GameStop (GME) finance officer disposes 7,085 shares to cover RSU tax
Filing Impact
Filing Sentiment
Form Type
4
Rhea-AI Filing Summary
GameStop Corp. officer Daniel William Moore reported an automatic share sale tied to tax withholding. On this Form 4, Moore had 7,085 shares of Class A Common Stock sold at $22.38 per share to cover applicable withholding taxes from vested restricted stock units. The footnote states this was not a discretionary trade. After the transaction, Moore directly owned 115,125 GameStop shares, indicating he retained a substantial equity position while settling the tax obligation.
Positive
- None.
Negative
- None.
Insider Trade Summary
Net Seller: 7,085 shares ($158,562)
Net Sell
1 txn
Insider
Moore Daniel William
Role
PFO and PAO
Sold
7,085 shs ($159K)
| Type | Security | Shares | Price | Value |
|---|---|---|---|---|
| Sale | Class A Common Stock | 7,085 | $22.38 | $159K |
Holdings After Transaction:
Class A Common Stock — 115,125 shares (Direct, null)
Footnotes (1)
- [object Object]
Key Figures
Shares sold: 7,085 shares
Sale price: $22.38 per share
Post-transaction holdings: 115,125 shares
3 metrics
Shares sold
7,085 shares
Class A Common Stock sold on 2026-07-01
Sale price
$22.38 per share
Price for 7,085 GameStop shares
Post-transaction holdings
115,125 shares
Direct GameStop holdings after Form 4 transaction
Key Terms
restricted stock units, withholding taxes, open-market sale
3 terms
restricted stock units financial
"in connection with the vesting of restricted stock units"
Restricted stock units are a type of company reward where employees are promised shares of stock, but they only fully own these shares after meeting certain conditions, like staying with the company for a set time. They matter because they can become valuable assets and are often used to motivate employees to help the company succeed.

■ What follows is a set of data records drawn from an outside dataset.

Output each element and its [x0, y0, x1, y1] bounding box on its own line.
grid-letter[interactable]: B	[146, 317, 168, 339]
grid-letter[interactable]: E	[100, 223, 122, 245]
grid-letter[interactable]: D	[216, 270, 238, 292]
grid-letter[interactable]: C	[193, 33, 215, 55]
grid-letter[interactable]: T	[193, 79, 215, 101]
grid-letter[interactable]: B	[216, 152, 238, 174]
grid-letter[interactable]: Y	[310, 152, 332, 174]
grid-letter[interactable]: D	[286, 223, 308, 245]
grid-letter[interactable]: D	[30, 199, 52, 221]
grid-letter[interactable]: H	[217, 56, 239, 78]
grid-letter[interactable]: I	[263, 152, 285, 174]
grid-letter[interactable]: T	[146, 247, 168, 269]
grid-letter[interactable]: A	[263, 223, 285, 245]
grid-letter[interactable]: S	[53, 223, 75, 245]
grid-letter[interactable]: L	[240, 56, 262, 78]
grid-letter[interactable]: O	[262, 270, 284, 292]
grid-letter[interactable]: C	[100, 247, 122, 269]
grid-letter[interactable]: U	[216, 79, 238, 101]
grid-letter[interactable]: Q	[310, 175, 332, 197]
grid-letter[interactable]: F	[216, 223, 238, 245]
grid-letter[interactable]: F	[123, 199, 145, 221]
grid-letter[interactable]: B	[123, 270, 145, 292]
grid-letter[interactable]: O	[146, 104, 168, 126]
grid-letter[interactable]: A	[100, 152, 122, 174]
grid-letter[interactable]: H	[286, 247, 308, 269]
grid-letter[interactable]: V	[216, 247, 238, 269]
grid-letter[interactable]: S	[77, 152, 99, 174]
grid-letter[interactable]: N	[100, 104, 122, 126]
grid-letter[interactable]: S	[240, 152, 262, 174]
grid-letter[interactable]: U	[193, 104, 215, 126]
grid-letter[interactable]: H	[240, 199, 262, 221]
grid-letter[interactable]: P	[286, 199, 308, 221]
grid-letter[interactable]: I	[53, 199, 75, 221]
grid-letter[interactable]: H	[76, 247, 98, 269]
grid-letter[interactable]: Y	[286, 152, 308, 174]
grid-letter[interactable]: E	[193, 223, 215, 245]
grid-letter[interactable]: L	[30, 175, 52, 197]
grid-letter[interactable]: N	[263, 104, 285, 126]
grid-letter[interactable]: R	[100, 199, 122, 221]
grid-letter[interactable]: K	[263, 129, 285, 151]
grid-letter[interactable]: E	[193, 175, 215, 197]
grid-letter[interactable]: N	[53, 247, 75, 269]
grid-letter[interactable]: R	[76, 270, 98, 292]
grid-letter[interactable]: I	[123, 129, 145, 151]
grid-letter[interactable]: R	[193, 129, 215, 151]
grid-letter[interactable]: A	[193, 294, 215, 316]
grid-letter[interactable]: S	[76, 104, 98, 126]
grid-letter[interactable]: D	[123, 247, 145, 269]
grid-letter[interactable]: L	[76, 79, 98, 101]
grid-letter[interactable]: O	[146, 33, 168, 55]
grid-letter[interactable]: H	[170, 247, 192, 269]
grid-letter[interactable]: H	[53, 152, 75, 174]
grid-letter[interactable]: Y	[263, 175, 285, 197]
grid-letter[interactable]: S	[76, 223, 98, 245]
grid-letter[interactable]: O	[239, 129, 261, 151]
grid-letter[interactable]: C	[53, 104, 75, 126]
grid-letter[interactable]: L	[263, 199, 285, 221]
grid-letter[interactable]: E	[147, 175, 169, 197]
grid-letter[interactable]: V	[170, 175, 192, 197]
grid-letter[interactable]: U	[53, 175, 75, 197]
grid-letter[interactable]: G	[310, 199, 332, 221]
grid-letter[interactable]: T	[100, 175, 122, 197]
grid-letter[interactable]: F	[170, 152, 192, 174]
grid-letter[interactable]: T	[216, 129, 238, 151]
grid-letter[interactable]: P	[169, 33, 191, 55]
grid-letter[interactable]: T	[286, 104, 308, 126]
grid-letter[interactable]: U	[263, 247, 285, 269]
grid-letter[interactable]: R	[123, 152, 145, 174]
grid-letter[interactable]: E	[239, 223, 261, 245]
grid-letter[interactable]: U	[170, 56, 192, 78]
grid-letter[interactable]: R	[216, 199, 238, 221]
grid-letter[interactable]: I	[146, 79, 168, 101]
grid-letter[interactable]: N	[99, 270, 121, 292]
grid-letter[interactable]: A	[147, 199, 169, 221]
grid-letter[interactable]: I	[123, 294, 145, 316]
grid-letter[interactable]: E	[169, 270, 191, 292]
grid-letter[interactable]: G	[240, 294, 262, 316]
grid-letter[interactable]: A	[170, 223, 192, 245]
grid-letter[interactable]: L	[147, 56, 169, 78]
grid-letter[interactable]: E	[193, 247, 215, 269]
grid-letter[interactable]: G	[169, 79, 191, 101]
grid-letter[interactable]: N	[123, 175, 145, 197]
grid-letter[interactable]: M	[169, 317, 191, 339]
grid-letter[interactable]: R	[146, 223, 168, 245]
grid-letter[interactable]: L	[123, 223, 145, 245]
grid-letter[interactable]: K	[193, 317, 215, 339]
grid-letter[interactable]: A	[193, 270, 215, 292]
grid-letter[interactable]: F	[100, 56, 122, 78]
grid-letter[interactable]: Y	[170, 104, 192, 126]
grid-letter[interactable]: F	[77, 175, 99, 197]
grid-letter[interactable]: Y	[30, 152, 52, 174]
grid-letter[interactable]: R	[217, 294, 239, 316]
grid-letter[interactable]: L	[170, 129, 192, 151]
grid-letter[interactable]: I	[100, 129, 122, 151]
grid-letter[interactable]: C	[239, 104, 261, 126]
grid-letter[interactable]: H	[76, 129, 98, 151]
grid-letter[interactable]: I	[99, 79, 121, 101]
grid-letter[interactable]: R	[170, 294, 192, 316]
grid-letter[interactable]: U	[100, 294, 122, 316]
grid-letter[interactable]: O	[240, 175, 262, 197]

withholding taxes financial
"shares sold to cover applicable withholding taxes in connection"
Withholding taxes are amounts a payer or government takes out of payments — such as wages, interest, or dividends — before the recipient gets the money, functioning like a cashier keeping part of a bill to pay taxes on your behalf. For investors this matters because it reduces the cash they actually receive, affects net returns and yield calculations, and may require additional paperwork or treaty claims to recover or offset the withheld amount against final tax bills.
open-market sale financial
"transaction_action": "open-market sale""
An open-market sale is when a shareholder sells existing shares directly on a public exchange to any willing buyer, rather than through a private deal. Think of it like putting goods on a busy market stall where price is set by supply and demand; for investors it matters because such sales increase available supply, can put short-term downward pressure on the stock price, and signal changes in liquidity or investor confidence.
FAQ
What did GameStop (GME) officer Daniel Moore report in this Form 4?
Daniel Moore reported a tax-related share sale. A total of 7,085 GameStop Class A Common shares were sold at $22.38 each to cover withholding taxes from vested restricted stock units, and the filing notes this was not a discretionary trade.
Why does the GameStop (GME) Form 4 say the sale was not discretionary?
The filing states the sale was to cover withholding taxes. Shares were sold automatically in connection with restricted stock units vesting, and the footnote clarifies this transaction does not represent a discretionary trade by Daniel Moore in the open market.
Is the GameStop (GME) insider transaction an open-market sale signal?
The transaction is coded as a sale but described as tax withholding. Although recorded with a sale code, the footnote specifies shares were sold solely to cover withholding taxes on restricted stock unit vesting, not as a discretionary open-market trade by Daniel Moore.